Add the following method to the ScanBarcodes class.

def convert_to_result_proto(
self,
ok: bool,
decoded_data: List[str],
decoded_types: List[int],
detected_corners: np.ndarray,
) -> scan_barcodes_pb2.ScanBarcodesResult:
if not ok:
return scan_barcodes_pb2.ScanBarcodesResult()

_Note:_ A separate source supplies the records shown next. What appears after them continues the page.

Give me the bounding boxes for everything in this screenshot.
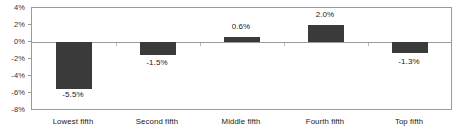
y-tick-label: -6% xyxy=(11,88,25,97)
y-tick-label: -2% xyxy=(11,54,25,63)
y-axis: 4% 2% 0% -2% -4% -6% -8% xyxy=(0,0,28,135)
bar-chart: 4% 2% 0% -2% -4% -6% -8% -5.5% -1.5% xyxy=(0,0,464,135)
bar-top-fifth xyxy=(392,42,428,53)
x-category-label-fourth-fifth: Fourth fifth xyxy=(306,117,344,126)
axis-tick xyxy=(116,43,117,46)
bar-second-fifth xyxy=(140,42,176,55)
x-category-label-second-fifth: Second fifth xyxy=(136,117,178,126)
axis-tick xyxy=(284,43,285,46)
bar-fourth-fifth xyxy=(308,25,344,42)
x-category-label-top-fifth: Top fifth xyxy=(395,117,423,126)
y-tick-label: 4% xyxy=(14,3,25,12)
data-label-middle-fifth: 0.6% xyxy=(232,22,251,31)
y-tick-label: -8% xyxy=(11,105,25,114)
data-label-top-fifth: -1.3% xyxy=(398,57,419,66)
y-tick-label: -4% xyxy=(11,71,25,80)
bar-lowest-fifth xyxy=(56,42,92,89)
y-tick-label: 0% xyxy=(14,37,25,46)
data-label-lowest-fifth: -5.5% xyxy=(62,90,83,99)
data-label-fourth-fifth: 2.0% xyxy=(316,10,335,19)
zero-baseline xyxy=(32,42,451,43)
data-label-second-fifth: -1.5% xyxy=(146,58,167,67)
axis-tick xyxy=(368,43,369,46)
x-category-label-lowest-fifth: Lowest fifth xyxy=(53,117,94,126)
x-category-label-middle-fifth: Middle fifth xyxy=(222,117,261,126)
axis-tick xyxy=(200,43,201,46)
y-tick-label: 2% xyxy=(14,20,25,29)
bar-middle-fifth xyxy=(224,37,260,42)
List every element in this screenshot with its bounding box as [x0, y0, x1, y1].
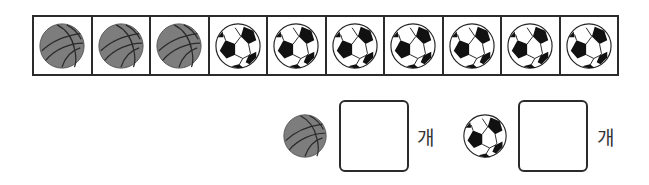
soccer-ball-icon: [565, 22, 613, 70]
soccer-ball-icon: [272, 22, 320, 70]
grid-cell-soccer: [444, 17, 503, 74]
soccer-ball-icon: [389, 22, 437, 70]
basketball-icon: [155, 22, 203, 70]
soccer-ball-icon: [448, 22, 496, 70]
grid-cell-basketball: [93, 17, 152, 74]
grid-cell-basketball: [151, 17, 210, 74]
basketball-icon: [38, 22, 86, 70]
basketball-unit-label: 개: [417, 123, 434, 150]
grid-cell-soccer: [210, 17, 269, 74]
soccer-ball-icon: [506, 22, 554, 70]
grid-cell-soccer: [385, 17, 444, 74]
soccer-ball-icon: [214, 22, 262, 70]
grid-cell-soccer: [327, 17, 386, 74]
basketball-icon: [282, 113, 328, 159]
soccer-ball-icon: [331, 22, 379, 70]
soccer-unit-label: 개: [597, 123, 614, 150]
basketball-icon: [97, 22, 145, 70]
soccer-ball-icon: [462, 113, 508, 159]
basketball-count-box[interactable]: [339, 100, 409, 172]
grid-cell-soccer: [561, 17, 618, 74]
grid-cell-basketball: [34, 17, 93, 74]
ball-grid: [32, 15, 619, 76]
grid-cell-soccer: [268, 17, 327, 74]
grid-cell-soccer: [502, 17, 561, 74]
soccer-count-box[interactable]: [518, 100, 588, 172]
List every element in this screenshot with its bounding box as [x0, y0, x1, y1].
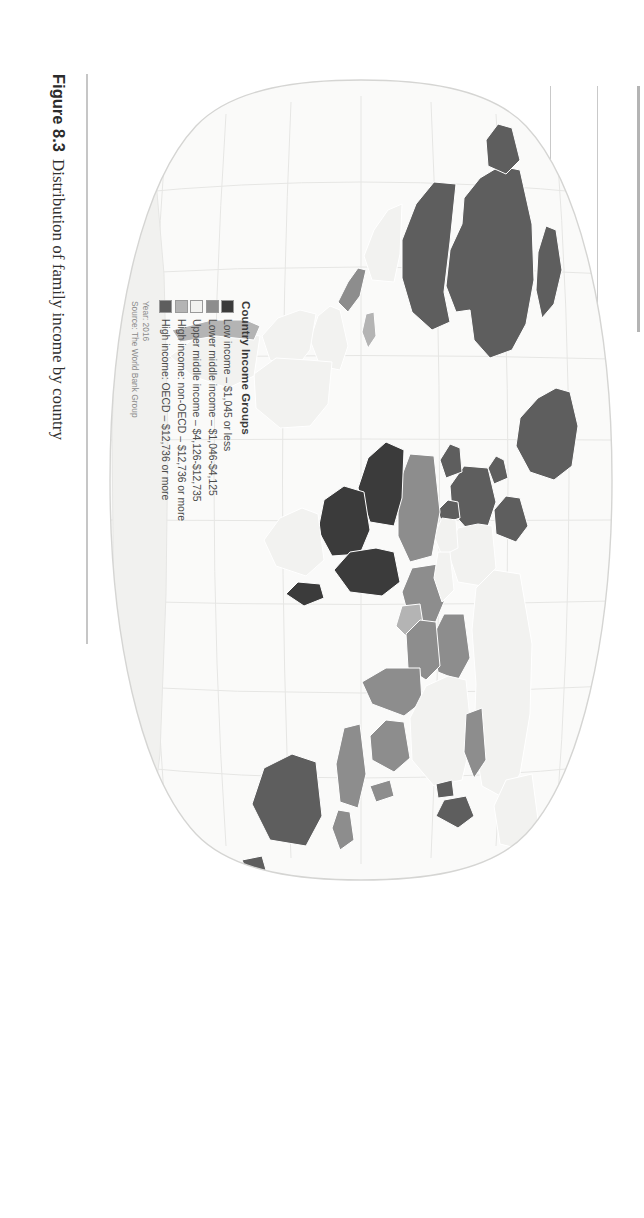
caption-rule — [86, 74, 88, 644]
legend-label-high-income-oecd: High income: OECD – $12,736 or more — [160, 319, 171, 500]
page-rule-top — [638, 86, 641, 332]
legend-title: Country Income Groups — [240, 301, 252, 630]
legend-label-lower-middle-income: Lower middle income – $1,046-$4,125 — [207, 319, 218, 496]
map-legend: Country Income Groups Low income – $1,04… — [130, 300, 253, 630]
legend-item-upper-middle-income[interactable]: Upper middle income – $4,126-$12,735 — [190, 300, 205, 630]
legend-swatch-upper-middle-income — [190, 300, 203, 313]
rotated-figure-content: Country Income Groups Low income – $1,04… — [0, 0, 644, 1218]
legend-item-lower-middle-income[interactable]: Lower middle income – $1,046-$4,125 — [205, 300, 220, 630]
figure-number: Figure 8.3 — [50, 74, 68, 152]
legend-item-high-income-non-oecd[interactable]: High income: non-OECD – $12,736 or more — [174, 300, 189, 630]
figure-caption-text: Distribution of family income by country — [49, 159, 68, 440]
legend-swatch-lower-middle-income — [206, 300, 219, 313]
legend-label-low-income: Low income – $1,045 or less — [222, 319, 233, 451]
legend-label-high-income-non-oecd: High income: non-OECD – $12,736 or more — [176, 319, 187, 521]
figure-page: Country Income Groups Low income – $1,04… — [0, 0, 644, 1218]
legend-item-high-income-oecd[interactable]: High income: OECD – $12,736 or more — [159, 300, 174, 630]
legend-metadata: Year: 2016 Source: The World Bank Group — [130, 301, 152, 630]
legend-year: Year: 2016 — [141, 301, 152, 630]
figure-caption: Figure 8.3Distribution of family income … — [48, 74, 68, 1134]
legend-swatch-high-income-oecd — [159, 300, 172, 313]
region-north-africa — [398, 454, 440, 562]
legend-swatch-low-income — [221, 300, 234, 313]
legend-item-low-income[interactable]: Low income – $1,045 or less — [221, 300, 236, 630]
legend-swatch-high-income-non-oecd — [175, 300, 188, 313]
legend-source: Source: The World Bank Group — [130, 301, 141, 630]
legend-label-upper-middle-income: Upper middle income – $4,126-$12,735 — [191, 319, 202, 502]
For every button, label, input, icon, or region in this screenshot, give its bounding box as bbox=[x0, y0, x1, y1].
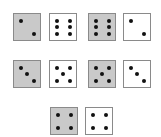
pip-dot bbox=[104, 113, 108, 117]
die-white-5 bbox=[49, 60, 77, 88]
die-gray-3 bbox=[13, 60, 41, 88]
pip-dot bbox=[94, 32, 98, 36]
pip-dot bbox=[129, 66, 133, 70]
pip-dot bbox=[55, 25, 59, 29]
pip-dot bbox=[61, 72, 65, 76]
pip-dot bbox=[142, 79, 146, 83]
die-white-3 bbox=[123, 60, 151, 88]
pip-dot bbox=[91, 113, 95, 117]
pip-dot bbox=[94, 66, 98, 70]
die-white-2 bbox=[123, 13, 151, 41]
die-gray-6 bbox=[88, 13, 116, 41]
pip-dot bbox=[56, 113, 60, 117]
pip-dot bbox=[55, 32, 59, 36]
pip-dot bbox=[107, 32, 111, 36]
pip-dot bbox=[68, 25, 72, 29]
pip-dot bbox=[68, 79, 72, 83]
pip-dot bbox=[55, 19, 59, 23]
pip-dot bbox=[19, 66, 23, 70]
pip-dot bbox=[55, 66, 59, 70]
pip-dot bbox=[68, 32, 72, 36]
die-gray-2 bbox=[13, 13, 41, 41]
pip-dot bbox=[107, 25, 111, 29]
pip-dot bbox=[32, 32, 36, 36]
pip-dot bbox=[94, 19, 98, 23]
die-white-6 bbox=[49, 13, 77, 41]
pip-dot bbox=[56, 126, 60, 130]
pip-dot bbox=[104, 126, 108, 130]
pip-dot bbox=[32, 79, 36, 83]
pip-dot bbox=[68, 19, 72, 23]
pip-dot bbox=[25, 72, 29, 76]
pip-dot bbox=[69, 113, 73, 117]
pip-dot bbox=[107, 66, 111, 70]
pip-dot bbox=[135, 72, 139, 76]
pip-dot bbox=[142, 32, 146, 36]
pip-dot bbox=[100, 72, 104, 76]
pip-dot bbox=[107, 79, 111, 83]
pip-dot bbox=[68, 66, 72, 70]
pip-dot bbox=[94, 79, 98, 83]
pip-dot bbox=[91, 126, 95, 130]
die-gray-5 bbox=[88, 60, 116, 88]
pip-dot bbox=[129, 19, 133, 23]
pip-dot bbox=[55, 79, 59, 83]
pip-dot bbox=[107, 19, 111, 23]
die-gray-4 bbox=[50, 107, 78, 135]
pip-dot bbox=[94, 25, 98, 29]
die-white-4 bbox=[85, 107, 113, 135]
pip-dot bbox=[19, 19, 23, 23]
pip-dot bbox=[69, 126, 73, 130]
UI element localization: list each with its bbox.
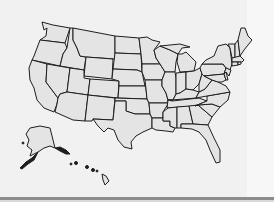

barcodes: List[scan_barcodes_pb2.Barcode] = []
for i, barcode_type in enumerate(decoded_types):
if barcode_type == cv2.barcode.NONE:
continue

barcode_data = decoded_data[i]
barcode_corners = detected_corners[i]

corners: List[scan_barcodes_pb2.Corner] = []
for barcode_corner in barcode_corners:
corner = scan_barcodes_pb2.Corner(
x=barcode_corner[0],
y=barcode_corner[1],
)
corners.append(corner)

barcode = scan_barcodes_pb2.Barcode(
type=convert_barcode_type_to_proto(barcode_type),
data=barcode_data,
corners=corners,
)
barcodes.append(barcode)

return scan_barcodes_pb2.ScanBarcodesResult(barcodes=barcodes)

That method expects another function to exist in order to convert the barcode type to the proto. Add this function to the file, but this time make it a top level function instead of a class method.

Add the following function to scan_barcodes.py.

def convert_barcode_type_to_proto(
barcode_type: int,
) -> scan_barcodes_pb2.BarcodeType:
"""Convert cv2 barcode type to BarcodeType proto."""
if barcode_type == "EAN_8":
return scan_barcodes_pb2.BARCODE_EAN_8
elif barcode_type == "EAN_13":
return scan_barcodes_pb2.BARCODE_EAN_13
elif barcode_type == "UPC_A":
return scan_barcodes_pb2.BARCODE_UPC_A
elif barcode_type == "UPC_E":
return scan_barcodes_pb2.BARCODE_UPC_E
elif barcode_type == "UPC_EAN_EXTENSION":
return scan_barcodes_pb2.BARCODE_UPC_EAN_EXTENSION
else:
return scan_barcodes_pb2.BARCODE_UNSPECIFIED

The very last steps are to call this function and return the converted results. Add this code to the execute method to convert the results.

Add the following to the execute method in scan_barcodes.py.

  # Convert result and return.
result = self.convert_to_result_proto(
ok, decoded_data, decoded_types, detected_corners
)

logging.info("ScanBarcodesResult: %s", result)

return result

Source code

The full source code for this example is available in the intrinsic-ai/sdk-examples repository.